ROLE: Lead UX Designer

Duties: Field research, stakeholder alignment, interaction design, user flows, UI handoff

PROBLEM

NAPA's delivery operation ran on paper and tribal knowledge. Drivers carried clipboards. Dispatchers managed physical boards of keys and invoices. Once a truck left the lot, the dispatcher had zero visibility until it came back.

The business goal was digitization. The real problem was the user. Drivers were often retirees or part-timers who'd been running the same routes for years. The paper worked for them. Any tool that added steps, required attention, or felt like surveillance was going to get set on the seat and ignored.

RESEARCH

I started with ride-alongs. Drivers were juggling coffee, keys, and a clipboard while running routes they'd memorized stop by stop. The paper manifest was mostly a formality. The real route lived in their heads, including which delivery bays had broken buzzers and which customers only showed up after 10am. None of that was written down anywhere.

Dispatchers had a different problem. Once a truck left, they had nothing. If a priority customer called asking where their part was, the dispatcher had to call the driver, which drivers hated, or guess. They called it the black hole.

THE PIVOT

The original brief called for a delivery management app where drivers logged every step. Arrived. Unloading. Signed. Departed. After the first week of research it was clear that wasn't going to survive contact with the actual users.

The harder conversation was with stakeholders. Those manual input fields were tied to reporting requirements. Cutting them meant going back to leadership and explaining that a tool with zero adoption produces zero data worth having. We moved from a data input model to a background utility. Passive tracking. Automated status updates. Minimal required interaction from the driver.

HARD DECISIONS

Stakeholders wanted continuous location tracking for efficiency. Research said drivers who felt watched would reject the tool entirely. The compromise was contextual tracking, active only during a route, and visible to the driver on their own screen. They could see what was being shared and when it stopped. That transparency held the adoption together in a user population with strong reasons to distrust new technology.
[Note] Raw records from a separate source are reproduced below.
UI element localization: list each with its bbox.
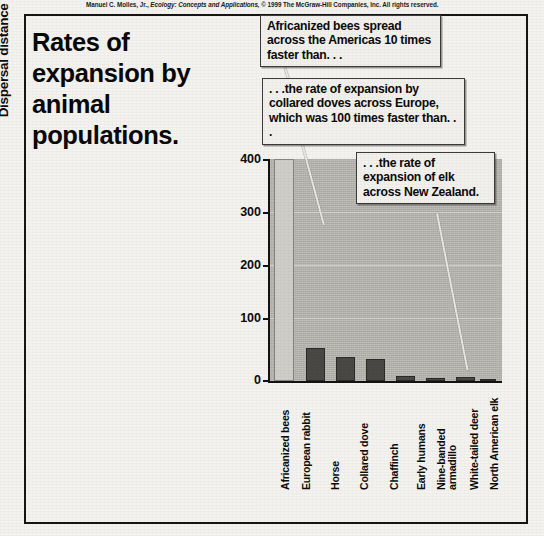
- x-axis-label-chaffinch: Chaffinch: [389, 443, 400, 490]
- bar-africanized-bees: [274, 159, 294, 381]
- bar-european-rabbit: [306, 348, 325, 381]
- y-tick-label-0: 0: [213, 375, 261, 385]
- x-axis-label-horse: Horse: [330, 461, 341, 490]
- y-tick-label-400: 400: [213, 154, 261, 164]
- callout-box-elk: . . .the rate of expansion of elk across…: [356, 152, 495, 204]
- bar-early-humans: [426, 378, 445, 381]
- x-axis-label-collared-dove: Collared dove: [359, 423, 370, 490]
- bar-collared-dove: [366, 359, 385, 381]
- x-axis-label-european-rabbit: European rabbit: [301, 413, 312, 490]
- y-tick-label-200: 200: [213, 260, 261, 270]
- bar-horse: [336, 357, 355, 381]
- y-axis-title: Dispersal distance (km/year): [0, 0, 11, 150]
- y-tick-label-100: 100: [213, 313, 261, 323]
- bar-chaffinch: [396, 376, 415, 381]
- callout-box-africanized-bees: Africanized bees spread across the Ameri…: [260, 15, 441, 67]
- x-axis-label-white-tailed-deer: White-tailed deer: [469, 409, 480, 490]
- callout-box-collared-doves: . . .the rate of expansion by collared d…: [262, 78, 465, 145]
- bar-white-tailed-deer: [480, 379, 496, 381]
- bar-nine-banded-armadillo: [456, 377, 475, 381]
- x-axis-label-nine-banded-armadillo: Nine-banded armadillo: [436, 385, 458, 490]
- x-axis-label-early-humans: Early humans: [416, 424, 427, 490]
- x-axis-label-africanized-bees: Africanized bees: [280, 410, 291, 490]
- y-tick-label-300: 300: [213, 207, 261, 217]
- x-axis-label-north-american-elk: North American elk: [489, 385, 500, 490]
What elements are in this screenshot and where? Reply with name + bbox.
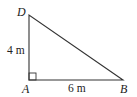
vertex-label-B: B — [120, 82, 128, 96]
triangle-DAB — [29, 15, 123, 80]
triangle-diagram: D A B 4 m 6 m — [0, 0, 137, 97]
right-angle-marker — [29, 73, 36, 80]
vertex-label-A: A — [21, 82, 30, 96]
vertex-label-D: D — [16, 5, 26, 19]
side-label-AB: 6 m — [68, 82, 86, 94]
side-label-DA: 4 m — [7, 44, 25, 56]
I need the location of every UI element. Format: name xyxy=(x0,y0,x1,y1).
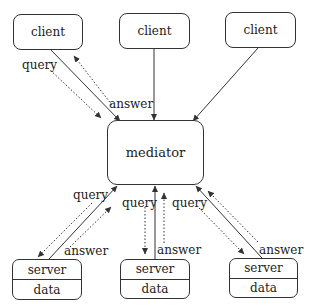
server-node-1: server data xyxy=(12,259,82,300)
server-label: server xyxy=(121,260,189,280)
client-node-2: client xyxy=(119,13,190,49)
edge-label-answer: answer xyxy=(64,245,108,257)
mediator-architecture-diagram: client client client mediator server dat… xyxy=(0,0,311,305)
client-node-3: client xyxy=(225,12,296,48)
edge-label-answer: answer xyxy=(109,98,153,110)
mediator-label: mediator xyxy=(126,145,186,160)
edge-label-query: query xyxy=(122,197,157,209)
data-store-label: data xyxy=(230,279,297,298)
data-store-label: data xyxy=(13,280,81,299)
server-label: server xyxy=(13,260,81,280)
edge-label-answer: answer xyxy=(157,244,201,256)
edge-label-query: query xyxy=(73,189,108,201)
client-node-1: client xyxy=(13,14,83,50)
data-store-label: data xyxy=(121,280,189,299)
edge-client3-mediator xyxy=(193,48,258,121)
edge-label-answer: answer xyxy=(259,244,303,256)
edge-server1-answer xyxy=(70,207,111,247)
edge-server3-answer xyxy=(208,191,258,242)
edge-label-query: query xyxy=(172,197,207,209)
server-label: server xyxy=(230,259,297,279)
client-label: client xyxy=(137,24,171,38)
client-label: client xyxy=(243,23,277,37)
edge-label-query: query xyxy=(22,59,57,71)
client-label: client xyxy=(31,25,65,39)
server-node-2: server data xyxy=(120,259,190,299)
mediator-node: mediator xyxy=(107,120,204,185)
server-node-3: server data xyxy=(229,258,298,298)
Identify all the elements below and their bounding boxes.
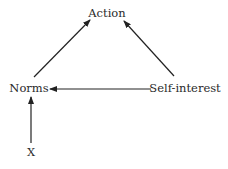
edge-norms-to-action (34, 20, 90, 77)
node-norms: Norms (9, 83, 48, 95)
edge-self-interest-to-action (124, 21, 174, 76)
node-action: Action (88, 8, 125, 20)
node-x: X (27, 147, 35, 159)
node-self-interest: Self-interest (149, 83, 220, 95)
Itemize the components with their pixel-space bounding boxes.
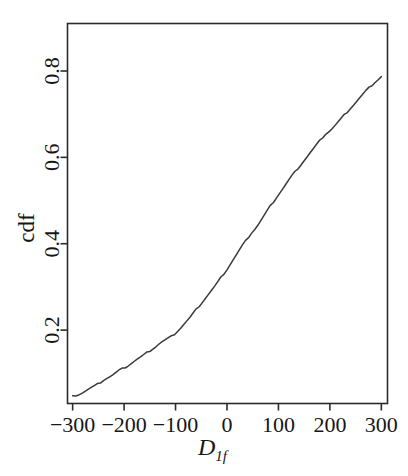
y-tick-label: 0.2 — [39, 316, 64, 344]
x-tick-label: −100 — [153, 412, 198, 437]
x-tick-label: 0 — [221, 412, 232, 437]
x-tick-label: 300 — [365, 412, 398, 437]
y-axis-tick-labels: 0.20.40.60.8 — [39, 57, 64, 344]
y-tick-label: 0.4 — [39, 230, 64, 258]
x-axis-tick-labels: −300−200−1000100200300 — [50, 412, 398, 437]
x-axis-tick-marks — [73, 404, 382, 411]
figure-container: −300−200−1000100200300 0.20.40.60.8 cdf … — [0, 0, 408, 476]
x-tick-label: 100 — [262, 412, 295, 437]
y-tick-label: 0.8 — [39, 57, 64, 85]
y-axis-tick-marks — [61, 71, 68, 330]
x-tick-label: −300 — [50, 412, 95, 437]
x-tick-label: −200 — [101, 412, 146, 437]
cdf-curve — [73, 77, 382, 396]
plot-frame — [68, 24, 388, 404]
x-axis-title-subscript: 1f — [215, 448, 229, 464]
x-axis-title-main: D — [197, 434, 215, 460]
y-axis-title: cdf — [14, 213, 39, 243]
cdf-plot: −300−200−1000100200300 0.20.40.60.8 cdf … — [0, 0, 408, 476]
y-tick-label: 0.6 — [39, 144, 64, 172]
x-axis-title: D1f — [197, 434, 229, 464]
x-tick-label: 200 — [313, 412, 346, 437]
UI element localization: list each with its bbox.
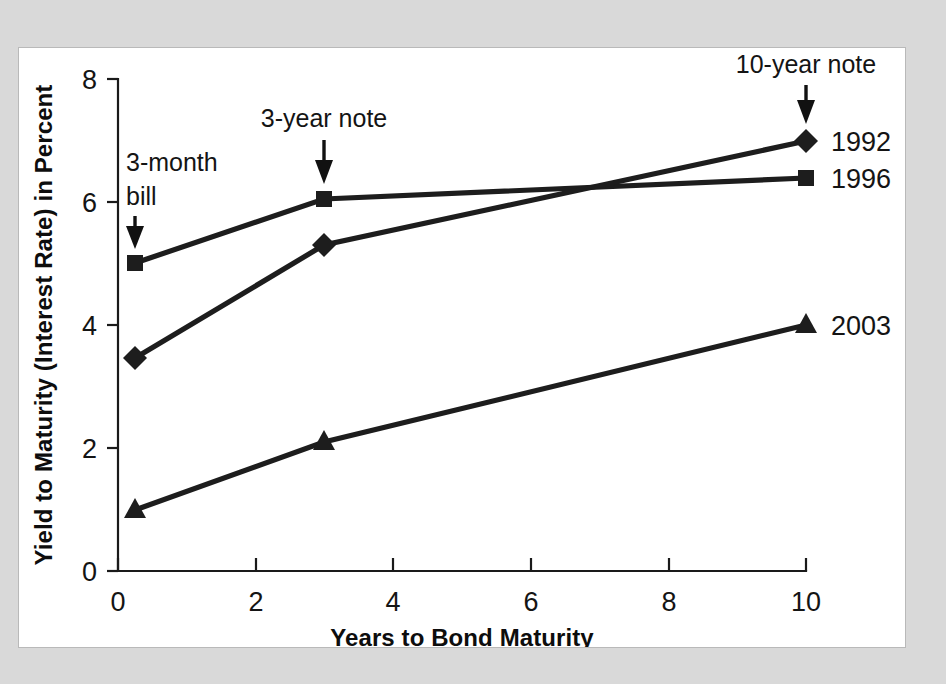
series-1992-marker-0: [123, 346, 147, 370]
figure-root: 8 6 4 2 0 0 2 4 6 8 10: [0, 0, 946, 684]
series-1996-marker-2: [798, 170, 814, 186]
series-1996-line: [135, 178, 806, 263]
annotation-three-year-note: 3-year note: [261, 104, 387, 184]
y-tick-label-0: 0: [82, 557, 97, 587]
y-tick-label-2: 2: [82, 434, 97, 464]
x-tick-labels-group: 0 2 4 6 8 10: [110, 587, 821, 617]
annotation-three-month-bill-arrow-head: [126, 226, 144, 249]
chart-panel: 8 6 4 2 0 0 2 4 6 8 10: [18, 47, 906, 648]
series-1996-marker-0: [127, 255, 143, 271]
y-tick-label-8: 8: [82, 65, 97, 95]
x-ticks-group: [118, 558, 806, 571]
y-tick-labels-group: 8 6 4 2 0: [82, 65, 97, 587]
annotation-ten-year-note: 10-year note: [736, 50, 876, 124]
series-1992-line: [135, 141, 806, 358]
x-axis-title: Years to Bond Maturity: [330, 624, 594, 648]
annotation-three-month-bill-line1: 3-month: [126, 148, 218, 176]
series-2003-line: [135, 325, 806, 510]
series-label-2003: 2003: [831, 311, 891, 341]
annotation-three-year-note-label: 3-year note: [261, 104, 387, 132]
annotation-three-year-note-arrow-head: [315, 160, 333, 184]
x-tick-label-6: 6: [523, 587, 538, 617]
annotation-three-month-bill: 3-month bill: [126, 148, 218, 249]
annotation-three-month-bill-line2: bill: [126, 182, 157, 210]
x-tick-label-0: 0: [110, 587, 125, 617]
x-tick-label-8: 8: [661, 587, 676, 617]
y-ticks-group: [107, 79, 118, 571]
x-tick-label-10: 10: [791, 587, 821, 617]
annotation-ten-year-note-arrow-head: [797, 100, 815, 124]
series-1996-marker-1: [316, 191, 332, 207]
y-tick-label-6: 6: [82, 188, 97, 218]
y-tick-label-4: 4: [82, 311, 97, 341]
series-1992-marker-2: [794, 129, 818, 153]
series-1996: [127, 170, 814, 271]
x-tick-label-4: 4: [385, 587, 400, 617]
x-tick-label-2: 2: [248, 587, 263, 617]
line-chart: 8 6 4 2 0 0 2 4 6 8 10: [19, 48, 906, 648]
y-axis-title: Yield to Maturity (Interest Rate) in Per…: [30, 85, 57, 566]
series-label-1992: 1992: [831, 127, 891, 157]
series-1992: [123, 129, 818, 370]
series-1992-marker-1: [312, 233, 336, 257]
series-2003-marker-2: [795, 313, 817, 333]
series-2003: [124, 313, 817, 518]
annotation-ten-year-note-label: 10-year note: [736, 50, 876, 78]
axes-group: [118, 79, 806, 571]
series-label-1996: 1996: [831, 164, 891, 194]
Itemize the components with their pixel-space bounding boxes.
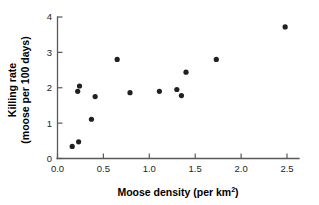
data-point <box>70 144 75 149</box>
data-point <box>183 70 188 75</box>
scatter-plot-figure: 01234 0.00.51.01.52.02.5 Killing rate (m… <box>0 0 319 205</box>
y-axis-title-line1: Killing rate <box>6 63 18 117</box>
data-points <box>70 24 288 149</box>
data-point <box>179 93 184 98</box>
data-point <box>89 117 94 122</box>
x-tick-label: 2.0 <box>234 163 247 174</box>
x-axis-ticks: 0.00.51.01.52.02.5 <box>51 154 294 175</box>
x-axis-title: Moose density (per km2) <box>117 186 238 198</box>
x-tick-label: 2.5 <box>280 163 293 174</box>
x-axis-title-tail: ) <box>235 186 239 198</box>
plot-canvas: 01234 0.00.51.01.52.02.5 Killing rate (m… <box>0 0 319 205</box>
y-axis-title-line2: (moose per 100 days) <box>19 36 31 143</box>
y-tick-label: 1 <box>47 118 52 129</box>
data-point <box>76 139 81 144</box>
x-axis-title-main: Moose density (per km <box>117 186 231 198</box>
data-point <box>93 94 98 99</box>
x-tick-label: 0.0 <box>51 163 64 174</box>
data-point <box>75 89 80 94</box>
y-axis-title: Killing rate (moose per 100 days) <box>6 36 31 143</box>
data-point <box>77 83 82 88</box>
data-point <box>127 90 132 95</box>
data-point <box>115 57 120 62</box>
data-point <box>157 89 162 94</box>
y-tick-label: 3 <box>47 47 52 58</box>
data-point <box>214 57 219 62</box>
x-tick-label: 1.0 <box>143 163 156 174</box>
data-point <box>283 24 288 29</box>
data-point <box>174 87 179 92</box>
x-tick-label: 0.5 <box>97 163 110 174</box>
y-tick-label: 2 <box>47 82 52 93</box>
y-axis-ticks: 01234 <box>47 11 63 164</box>
x-tick-label: 1.5 <box>189 163 202 174</box>
y-tick-label: 4 <box>47 11 52 22</box>
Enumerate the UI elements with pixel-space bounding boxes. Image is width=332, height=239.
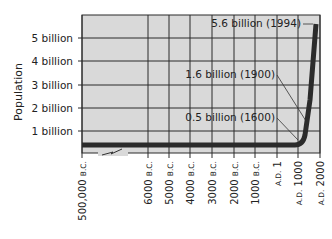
y-axis-title: Population <box>12 63 25 121</box>
y-axis-labels: 5 billion 4 billion 3 billion 2 billion … <box>32 32 73 137</box>
x-tick-6000bc: 6000 B.C. <box>143 161 154 205</box>
annotation-1600: 0.5 billion (1600) <box>185 111 275 123</box>
y-tick-5: 5 billion <box>32 32 73 44</box>
x-tick-3000bc: 3000 B.C. <box>207 161 218 205</box>
y-tick-1: 1 billion <box>32 125 73 137</box>
y-tick-3: 3 billion <box>32 79 73 91</box>
population-chart: 5.6 billion (1994) 1.6 billion (1900) 0.… <box>0 0 332 239</box>
axis-break-icon <box>98 147 128 156</box>
x-axis-labels: 500,000 B.C. 6000 B.C. 5000 B.C. 4000 B.… <box>77 161 326 221</box>
x-tick-2000bc: 2000 B.C. <box>229 161 240 205</box>
annotation-1994: 5.6 billion (1994) <box>211 17 301 29</box>
y-tick-4: 4 billion <box>32 55 73 67</box>
x-tick-5000bc: 5000 B.C. <box>164 161 175 205</box>
x-tick-500000bc: 500,000 B.C. <box>77 161 88 221</box>
y-tick-2: 2 billion <box>32 102 73 114</box>
plot-area <box>82 15 320 153</box>
x-tick-ad1: A.D. 1 <box>272 161 283 186</box>
x-tick-ad2000: A.D. 2000 <box>315 161 326 205</box>
x-tick-4000bc: 4000 B.C. <box>185 161 196 205</box>
x-tick-ad1000: A.D. 1000 <box>293 161 304 205</box>
x-tick-1000bc: 1000 B.C. <box>250 161 261 205</box>
annotation-1900: 1.6 billion (1900) <box>185 68 275 80</box>
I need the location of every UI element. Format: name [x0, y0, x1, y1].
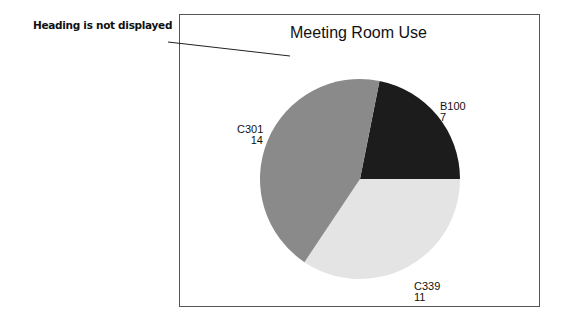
slice-value: 14	[237, 135, 263, 146]
pie-chart	[0, 0, 574, 321]
slice-label-c339: C339 11	[414, 281, 440, 303]
chart-title: Meeting Room Use	[290, 24, 427, 42]
callout-line	[168, 42, 290, 56]
pie-slices	[260, 79, 460, 279]
slice-label-b100: B100 7	[440, 101, 466, 123]
slice-label-c301: C301 14	[237, 124, 263, 146]
slice-value: 7	[440, 112, 466, 123]
slice-value: 11	[414, 292, 440, 303]
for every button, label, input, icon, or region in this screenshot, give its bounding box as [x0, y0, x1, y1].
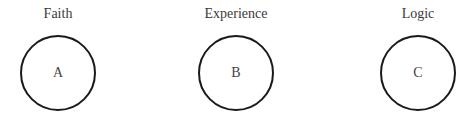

The first prototype was also map-first, assuming drivers would want something familiar from consumer apps. It failed immediately. These drivers knew their areas cold. What they needed was the manifest, confirmation that the right parts were in the truck for the right stops. We flipped the hierarchy and moved to a context-aware single card. Driving meant next stop details. Arrived meant scan button, front and center. The driver never had to decide what to do next.

OUTCOME

Dispatchers got real-time visibility into driver status during active routes. The black hole closed. Drivers described the tool as easier than the clipboard, not because it had more features, but because it had fewer decisions. Automated status updates reduced the check-in calls drivers had always hated. The tool that was supposed to increase management visibility ended up reducing the most intrusive form of it.

WHAT I'D DO DIFFERENTLY

We researched dispatchers and drivers separately. That was a mistake. Getting them in the same room earlier would have surfaced their conflicting mental models before the first prototype review instead of during it.